Wallace’s marks and observational processes bring to mind the paintings of Raoul de Keyser, the Belgian artist who died in 2012, and in particular to works like Come on, play it again, nr. 7, 2001, 3 Hoeken III, 1971 and VISP, 1968. Their painted gestures are a description of the lines, decorations, details, hues, colours and surfaces of everyday life. This behaviour that Wallace and de Keyser share finds character in projection screen suspensions, the bringing together of overlapping or exaggerated lines, the highlighting of prominent curvatures, the illumination of small details, the extraction of curiosity and curious features. And in the short-lived exhibition in the Pavilion the line of detail and accuracy flowing from solidity to abstraction, evidence of time spent, of a conscious flow of lived experiences: alert then slow, monotonous, then enthused and sharp and repeated.

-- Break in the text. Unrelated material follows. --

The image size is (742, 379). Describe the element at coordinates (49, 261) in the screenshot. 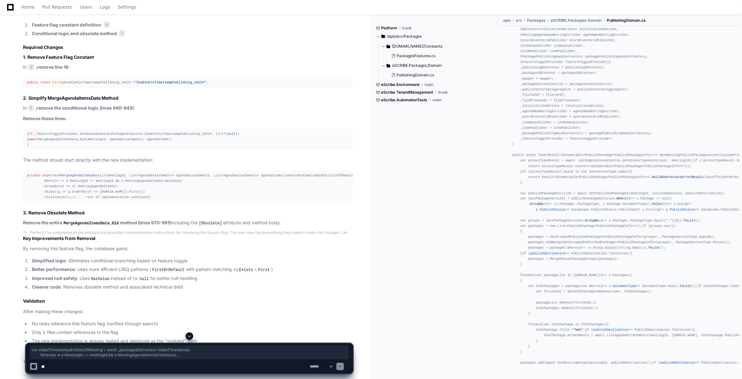

I see `strong: Simplified logic` at that location.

These processes and works further bring to mind the work of Toby Paterson, and in particular his installation Ever Growing, Never Old, at The Modern Institute, Glasgow, 2009, and the sculptural works and images Asymmetric Snowflake, 2007 and Inchoate Landscapes, 2011. The isolated object, rendered in detail and in spatial illusion while purposefully engaging with an object’s intention finds resonance with the paintings of Julie Roberts, for example Gynaecology Couch, 2011. The sonic spatial portraits, that are part installation, drawing and sculpture are similar to the works of Trisha Donnelly, in particular her show at Modern Art, Oxford, 2007. While in moving image the Berlin-based experimental works in 16mm film bring to mind Ute Aurand especially In Die Erde Gebait (Building under the Ground), 2008.

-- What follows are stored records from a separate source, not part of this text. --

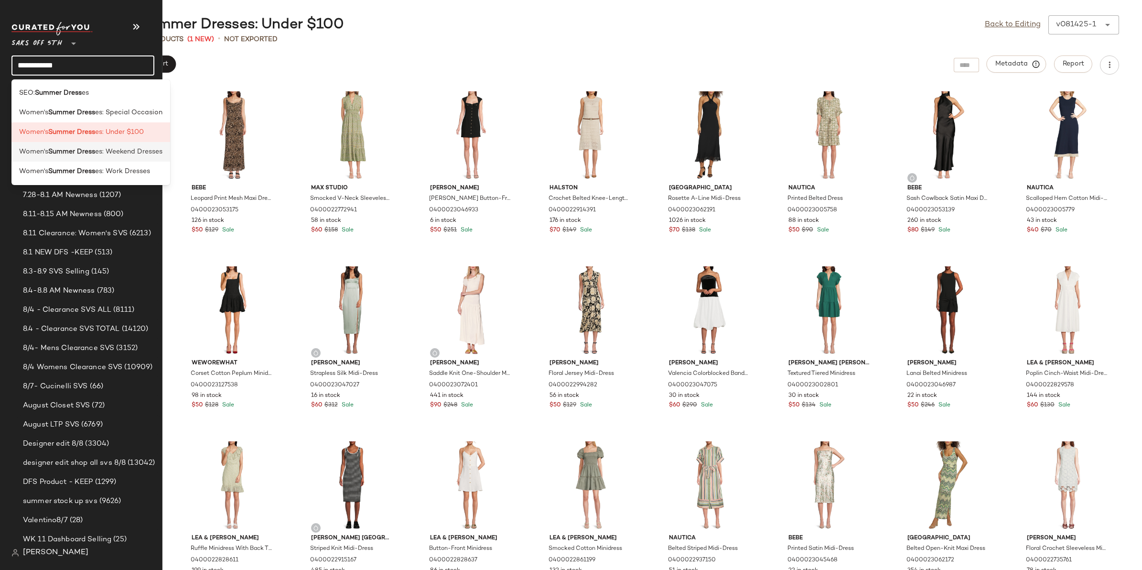 The height and width of the screenshot is (570, 1142). I want to click on span: $149, so click(569, 230).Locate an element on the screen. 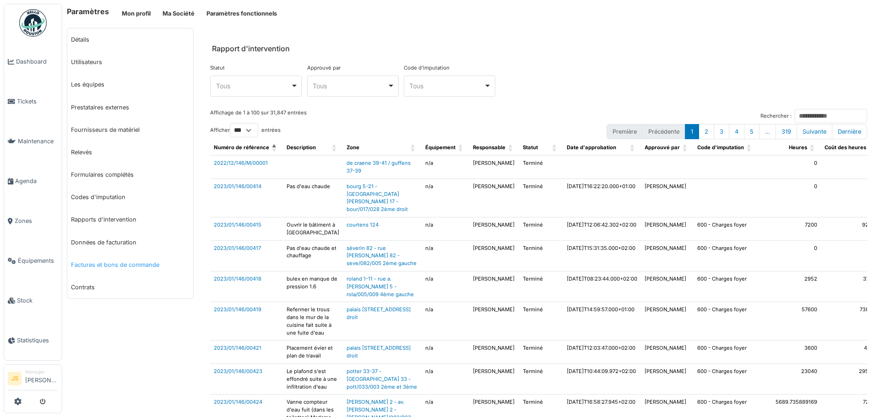 This screenshot has height=417, width=879. span: Date d'approbation is located at coordinates (592, 147).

Seaside Modernity detail by Ally Wallace
The building, designed by James Carrick of Ayr and opened in 1938, commencing a new process of restoration is referenced slightly in Wallace’s installation. The Pavilion’s Modernism and relationship to Scottish architectural history and its idiosyncratic placement in the seaside town of Rothesay are further postscripts to Wallace’s residency. These are the silhouette lines that the building is able to articulate anyway. It was designed to give the effect of sunrise, a pleasure building, a destination for Glasgow’s holidaymakers in the International Modernist style. What the artist does is give voice to its unnoticed or nearly unobserved existence: the lines of external hard flat surfaces with soft camp white drapes, the rhythms of techno music that circulates its ancient bones, the swirling air and thud of bullets in its hidden rifle range, the voices that drift like clouds through its halls and passageways and the honeycomb terracotta sinew that bolsters its elegant serenity.
For more from Alex Hetherington, see his current Modern Edinburgh Film School exhibition MOTHS at Summerhall, Edinburgh. Full details on Central Station here.